On Nov. 21, the conservative activist group, Turning Point USA, announced their latest creation: the Professor Watchlist. The goal of the website is “to expose and document college professors who discriminate against conservative students and advance leftist propaganda in the classroom.” Discrimination and bias in academia is a very serious issue, but even a cursory look at the Professor Watchlist proves that it’s just a McCarthy-esque ploy to vilify anyone who doesn’t buy into a narrow conservative worldview.
The project is the brainchild of conservative wunderkind Charlie Kirk, who founded Turning Point USA in 2012 as an alternative to popular liberal activist networks such as MoveOn and Organizing for Action. However, the 22-year-old Kirk — whom some conservatives have even touted as a future Republican presidential nominee — never went to college. Surely if conservatives want to attack leftist propaganda in universities, they could have at least chosen someone who has actually experienced it firsthand to spearhead their crusade?
While some of the professors listed in the watchlist’s database of over 200 academics have indeed committed ethical violations, many of the crimes these professors are guilty of include the basic act of being card-carrying liberals.
My personal favorite listing in the Professor Watchlist is Penn Law’s very own Regina Austin, whom they label a “chief indoctrinator.” Austin, the site claims, “espouses ‘critical race theory,’ a Marxist-inspired ideology that views white racism as the cause of most societal problems” and “uses her classes to promote the ideas of social justice as well.” A professor believing that racism is a bad thing? Marxism? Social justice? Pure liberal drivel!
The logic behind the Professor Watchlist is that if a professor openly holds liberal beliefs or has some form of discontent with contemporary conservative thought, he or she can not possibly stay neutral when teaching students. This is an outright attack on the academic integrity of these professors based on no evidence other than the fact that they may not agree with conservatives on certain elements of policy.
This calls to mind when Donald Trump claimed that United States District Judge Gonzalo Curiel couldn’t possibly fairly preside over a trial on Trump University due to Curiel’s Mexican heritage. Even Republican Speaker of the House Paul Ryan dubbed Trump’s musings “the textbook definition of a racist comment,” yet many conservatives seem to think this is acceptable when it is done on an ideological basis as opposed to a racial one.
The Professor Watchlist also makes the assumption that academic bias and propaganda is only propagated by the left. The site conveniently fails to mention the fact that at Liberty University, students can major in “Creation Studies,” a discipline that “seeks to equip students to defend their faith in the creation account in Genesis using science, reason and the Scriptures.” Of course being taught how to defend one’s prior conceptions defies the basic academic principle of challenging one’s own beliefs, but hey — at least it isn’t liberal propaganda.
Jerry Falwell Jr., the current president of Liberty University and vigilant Trump apologist, also notably denied a student from publishing an anti-Trump column in the school’s official newspaper. This was a clear act of censorship on Falwell’s part and violates freedom of the press, yet I wasn’t surprised that Liberty University and Falwell’s name didn’t make the cut on the watchlist.
Kirk defends the Professor Watchlist by claiming it is an exercise in free expression but by creating it, he has created a way for conservatives to shelter themselves from opposing viewpoints using the dog whistle of “propaganda.” This will only spur greater animosity between the political parties and convince even more conservatives that general academia is out to get them.
The Statesman, a conservative publication at Penn, recently claimed in an interview with The Daily Pennsylvanian that liberals are “putting up barriers to conversation rather than actually engaging.” However, the Professor Watchlist is discouraging the very kind of intellectual dialogues most conservatives seem to be calling for.
I urge The Statesman and all other conservative voices in higher education to condemn the ignorance of efforts such as the Professor Watchlist. If they fail to do so, they are simply miring themselves in their own hypocrisy.
Liberals need to do better to make sure that conservatives feel more accepted in higher institutions, but the Professor Watchlist only serves to stoke the fires of division between the right and the left. We can find better ways of tackling malpractice in universities without waging a total war on liberals.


• _About this exercise_: The answer consists of one number: how many lines of the data below include the string "shaft".
########
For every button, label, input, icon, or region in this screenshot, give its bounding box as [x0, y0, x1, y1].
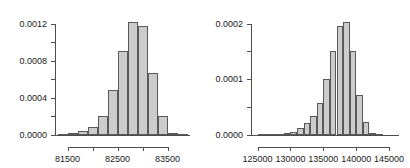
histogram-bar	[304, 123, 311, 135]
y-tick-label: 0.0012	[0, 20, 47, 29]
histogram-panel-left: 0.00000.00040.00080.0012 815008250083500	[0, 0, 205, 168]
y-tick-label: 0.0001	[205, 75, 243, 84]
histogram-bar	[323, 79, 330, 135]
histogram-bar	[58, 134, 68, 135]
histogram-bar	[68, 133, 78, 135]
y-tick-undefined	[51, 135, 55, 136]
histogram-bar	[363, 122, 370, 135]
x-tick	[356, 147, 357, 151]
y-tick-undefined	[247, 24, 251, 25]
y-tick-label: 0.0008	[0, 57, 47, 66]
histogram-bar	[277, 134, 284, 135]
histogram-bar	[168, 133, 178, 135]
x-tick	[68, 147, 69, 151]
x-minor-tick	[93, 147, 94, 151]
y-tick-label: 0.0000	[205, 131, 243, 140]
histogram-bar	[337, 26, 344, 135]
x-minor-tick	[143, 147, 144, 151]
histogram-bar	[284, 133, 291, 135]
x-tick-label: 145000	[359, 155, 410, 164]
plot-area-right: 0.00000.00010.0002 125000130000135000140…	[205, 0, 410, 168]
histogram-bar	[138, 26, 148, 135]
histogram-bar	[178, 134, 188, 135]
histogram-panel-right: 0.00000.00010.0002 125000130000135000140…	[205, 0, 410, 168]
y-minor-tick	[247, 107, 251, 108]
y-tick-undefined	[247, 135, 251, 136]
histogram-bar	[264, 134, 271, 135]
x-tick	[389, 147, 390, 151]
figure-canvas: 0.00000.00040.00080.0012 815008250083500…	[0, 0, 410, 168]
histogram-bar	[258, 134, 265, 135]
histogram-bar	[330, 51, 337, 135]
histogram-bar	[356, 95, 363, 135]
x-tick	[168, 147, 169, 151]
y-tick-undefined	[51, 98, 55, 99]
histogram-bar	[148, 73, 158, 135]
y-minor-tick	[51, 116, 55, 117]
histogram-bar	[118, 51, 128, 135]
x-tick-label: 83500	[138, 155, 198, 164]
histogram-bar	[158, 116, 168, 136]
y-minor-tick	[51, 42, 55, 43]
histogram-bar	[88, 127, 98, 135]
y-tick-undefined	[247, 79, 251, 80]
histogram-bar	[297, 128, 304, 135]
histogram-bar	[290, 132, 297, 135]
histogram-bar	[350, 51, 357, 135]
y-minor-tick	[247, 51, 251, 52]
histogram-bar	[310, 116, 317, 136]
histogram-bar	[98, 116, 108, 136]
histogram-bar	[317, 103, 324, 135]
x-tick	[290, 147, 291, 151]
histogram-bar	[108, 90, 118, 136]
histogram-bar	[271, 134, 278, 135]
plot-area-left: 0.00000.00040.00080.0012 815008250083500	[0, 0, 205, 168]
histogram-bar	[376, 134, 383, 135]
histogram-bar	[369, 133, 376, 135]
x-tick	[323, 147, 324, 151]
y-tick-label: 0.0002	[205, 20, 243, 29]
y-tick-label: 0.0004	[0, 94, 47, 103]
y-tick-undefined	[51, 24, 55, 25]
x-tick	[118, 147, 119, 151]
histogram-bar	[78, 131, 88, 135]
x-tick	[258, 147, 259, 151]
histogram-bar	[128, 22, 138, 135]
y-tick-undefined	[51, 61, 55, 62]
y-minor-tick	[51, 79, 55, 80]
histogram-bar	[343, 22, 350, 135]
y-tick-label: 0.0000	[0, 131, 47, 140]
########
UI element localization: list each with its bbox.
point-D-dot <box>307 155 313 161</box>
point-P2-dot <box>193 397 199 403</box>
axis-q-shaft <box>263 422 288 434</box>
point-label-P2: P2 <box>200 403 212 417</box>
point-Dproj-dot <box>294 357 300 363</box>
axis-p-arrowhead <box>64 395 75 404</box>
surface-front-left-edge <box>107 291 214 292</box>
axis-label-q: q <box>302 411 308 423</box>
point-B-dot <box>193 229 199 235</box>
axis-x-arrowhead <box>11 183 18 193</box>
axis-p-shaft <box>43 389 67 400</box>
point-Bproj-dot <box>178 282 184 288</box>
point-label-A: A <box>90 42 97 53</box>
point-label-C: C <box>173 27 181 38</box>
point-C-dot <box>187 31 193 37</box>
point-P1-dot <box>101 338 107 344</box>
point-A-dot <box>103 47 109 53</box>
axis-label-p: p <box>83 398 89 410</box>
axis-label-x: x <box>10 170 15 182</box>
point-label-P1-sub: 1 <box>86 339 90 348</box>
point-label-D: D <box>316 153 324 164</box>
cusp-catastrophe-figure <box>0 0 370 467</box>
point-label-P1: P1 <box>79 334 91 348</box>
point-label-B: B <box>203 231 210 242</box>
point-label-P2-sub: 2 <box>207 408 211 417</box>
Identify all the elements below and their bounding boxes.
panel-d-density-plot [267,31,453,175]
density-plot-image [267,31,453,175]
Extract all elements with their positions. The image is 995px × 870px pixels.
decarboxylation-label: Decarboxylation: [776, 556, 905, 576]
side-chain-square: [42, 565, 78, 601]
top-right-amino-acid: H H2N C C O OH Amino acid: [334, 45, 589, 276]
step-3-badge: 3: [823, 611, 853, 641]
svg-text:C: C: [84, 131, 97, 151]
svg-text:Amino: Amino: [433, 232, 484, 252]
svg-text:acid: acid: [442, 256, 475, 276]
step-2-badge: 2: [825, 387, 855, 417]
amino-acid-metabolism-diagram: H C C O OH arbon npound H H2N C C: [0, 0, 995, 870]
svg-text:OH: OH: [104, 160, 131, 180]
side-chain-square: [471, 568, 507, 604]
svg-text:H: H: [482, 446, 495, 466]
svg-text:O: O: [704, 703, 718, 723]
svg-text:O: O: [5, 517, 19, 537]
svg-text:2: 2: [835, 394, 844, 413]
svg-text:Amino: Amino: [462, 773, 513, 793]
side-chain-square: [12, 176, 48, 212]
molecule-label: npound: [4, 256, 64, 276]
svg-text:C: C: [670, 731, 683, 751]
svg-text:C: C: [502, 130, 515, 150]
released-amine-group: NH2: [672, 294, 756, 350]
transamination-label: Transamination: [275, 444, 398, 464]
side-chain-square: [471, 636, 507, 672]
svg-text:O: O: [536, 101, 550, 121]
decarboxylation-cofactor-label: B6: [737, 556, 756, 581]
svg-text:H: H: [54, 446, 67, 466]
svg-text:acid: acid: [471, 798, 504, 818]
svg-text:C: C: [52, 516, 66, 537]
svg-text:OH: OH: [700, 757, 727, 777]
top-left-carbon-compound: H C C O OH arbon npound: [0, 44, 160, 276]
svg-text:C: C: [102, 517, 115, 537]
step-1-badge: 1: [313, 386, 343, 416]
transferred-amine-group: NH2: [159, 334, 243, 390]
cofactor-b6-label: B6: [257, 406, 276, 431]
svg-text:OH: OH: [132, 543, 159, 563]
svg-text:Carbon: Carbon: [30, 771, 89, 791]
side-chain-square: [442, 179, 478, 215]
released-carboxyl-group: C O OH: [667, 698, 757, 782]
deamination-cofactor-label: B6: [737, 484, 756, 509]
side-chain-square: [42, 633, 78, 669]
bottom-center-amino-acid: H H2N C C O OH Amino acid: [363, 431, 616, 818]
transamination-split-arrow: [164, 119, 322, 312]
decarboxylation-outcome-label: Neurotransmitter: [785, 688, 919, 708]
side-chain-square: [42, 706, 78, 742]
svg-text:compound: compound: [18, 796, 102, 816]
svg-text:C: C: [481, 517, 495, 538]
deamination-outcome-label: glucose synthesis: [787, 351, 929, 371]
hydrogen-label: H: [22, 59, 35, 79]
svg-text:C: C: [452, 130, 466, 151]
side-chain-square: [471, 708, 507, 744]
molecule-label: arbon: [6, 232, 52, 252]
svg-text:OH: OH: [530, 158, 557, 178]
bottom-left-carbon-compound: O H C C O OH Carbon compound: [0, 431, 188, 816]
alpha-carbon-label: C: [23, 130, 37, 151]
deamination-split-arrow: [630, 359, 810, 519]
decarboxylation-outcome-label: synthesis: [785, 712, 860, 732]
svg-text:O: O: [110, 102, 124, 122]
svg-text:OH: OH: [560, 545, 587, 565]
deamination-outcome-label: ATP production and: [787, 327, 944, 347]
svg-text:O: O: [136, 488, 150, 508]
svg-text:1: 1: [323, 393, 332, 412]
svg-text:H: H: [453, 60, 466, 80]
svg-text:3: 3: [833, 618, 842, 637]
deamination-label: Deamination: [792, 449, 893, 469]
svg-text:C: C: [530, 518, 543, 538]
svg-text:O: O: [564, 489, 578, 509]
########
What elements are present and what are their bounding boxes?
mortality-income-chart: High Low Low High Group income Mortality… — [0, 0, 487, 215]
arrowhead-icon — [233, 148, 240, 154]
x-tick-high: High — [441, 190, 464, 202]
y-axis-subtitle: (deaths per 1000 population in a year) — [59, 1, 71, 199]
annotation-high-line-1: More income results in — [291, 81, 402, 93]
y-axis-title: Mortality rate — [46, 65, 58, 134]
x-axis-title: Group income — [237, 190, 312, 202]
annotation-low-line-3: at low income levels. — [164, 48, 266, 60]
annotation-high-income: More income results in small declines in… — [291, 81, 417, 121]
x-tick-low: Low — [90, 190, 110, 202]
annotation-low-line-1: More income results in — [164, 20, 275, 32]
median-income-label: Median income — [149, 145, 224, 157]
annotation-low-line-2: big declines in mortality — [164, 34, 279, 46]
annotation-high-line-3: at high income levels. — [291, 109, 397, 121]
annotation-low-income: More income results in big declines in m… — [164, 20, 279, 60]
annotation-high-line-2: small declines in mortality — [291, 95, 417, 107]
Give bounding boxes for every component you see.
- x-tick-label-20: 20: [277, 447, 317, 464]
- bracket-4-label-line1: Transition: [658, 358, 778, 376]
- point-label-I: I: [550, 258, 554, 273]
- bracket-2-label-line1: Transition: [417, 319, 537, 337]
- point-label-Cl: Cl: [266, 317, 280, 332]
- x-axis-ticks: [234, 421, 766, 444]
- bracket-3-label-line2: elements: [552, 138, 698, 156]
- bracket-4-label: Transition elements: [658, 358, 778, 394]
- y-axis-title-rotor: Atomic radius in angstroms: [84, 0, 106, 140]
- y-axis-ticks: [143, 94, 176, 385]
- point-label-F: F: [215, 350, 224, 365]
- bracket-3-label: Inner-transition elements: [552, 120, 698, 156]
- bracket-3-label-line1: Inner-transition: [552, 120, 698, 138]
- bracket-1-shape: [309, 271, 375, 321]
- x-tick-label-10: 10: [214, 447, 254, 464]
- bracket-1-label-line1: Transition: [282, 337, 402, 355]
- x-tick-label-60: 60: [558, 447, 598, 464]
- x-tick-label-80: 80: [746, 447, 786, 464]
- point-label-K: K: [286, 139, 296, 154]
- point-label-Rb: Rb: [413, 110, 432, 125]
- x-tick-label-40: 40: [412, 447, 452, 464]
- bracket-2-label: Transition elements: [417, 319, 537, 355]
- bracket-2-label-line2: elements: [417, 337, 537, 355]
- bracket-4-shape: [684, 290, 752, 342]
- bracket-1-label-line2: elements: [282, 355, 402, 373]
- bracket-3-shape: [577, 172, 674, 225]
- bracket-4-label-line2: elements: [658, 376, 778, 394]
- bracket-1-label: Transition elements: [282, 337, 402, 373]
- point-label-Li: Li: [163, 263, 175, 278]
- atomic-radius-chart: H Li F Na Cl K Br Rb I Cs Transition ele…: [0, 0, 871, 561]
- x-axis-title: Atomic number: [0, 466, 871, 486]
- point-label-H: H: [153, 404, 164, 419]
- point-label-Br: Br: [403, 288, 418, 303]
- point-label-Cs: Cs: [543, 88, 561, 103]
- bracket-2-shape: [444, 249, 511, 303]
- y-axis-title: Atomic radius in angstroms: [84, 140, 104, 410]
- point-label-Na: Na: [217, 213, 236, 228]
########
• _Solution below_: 2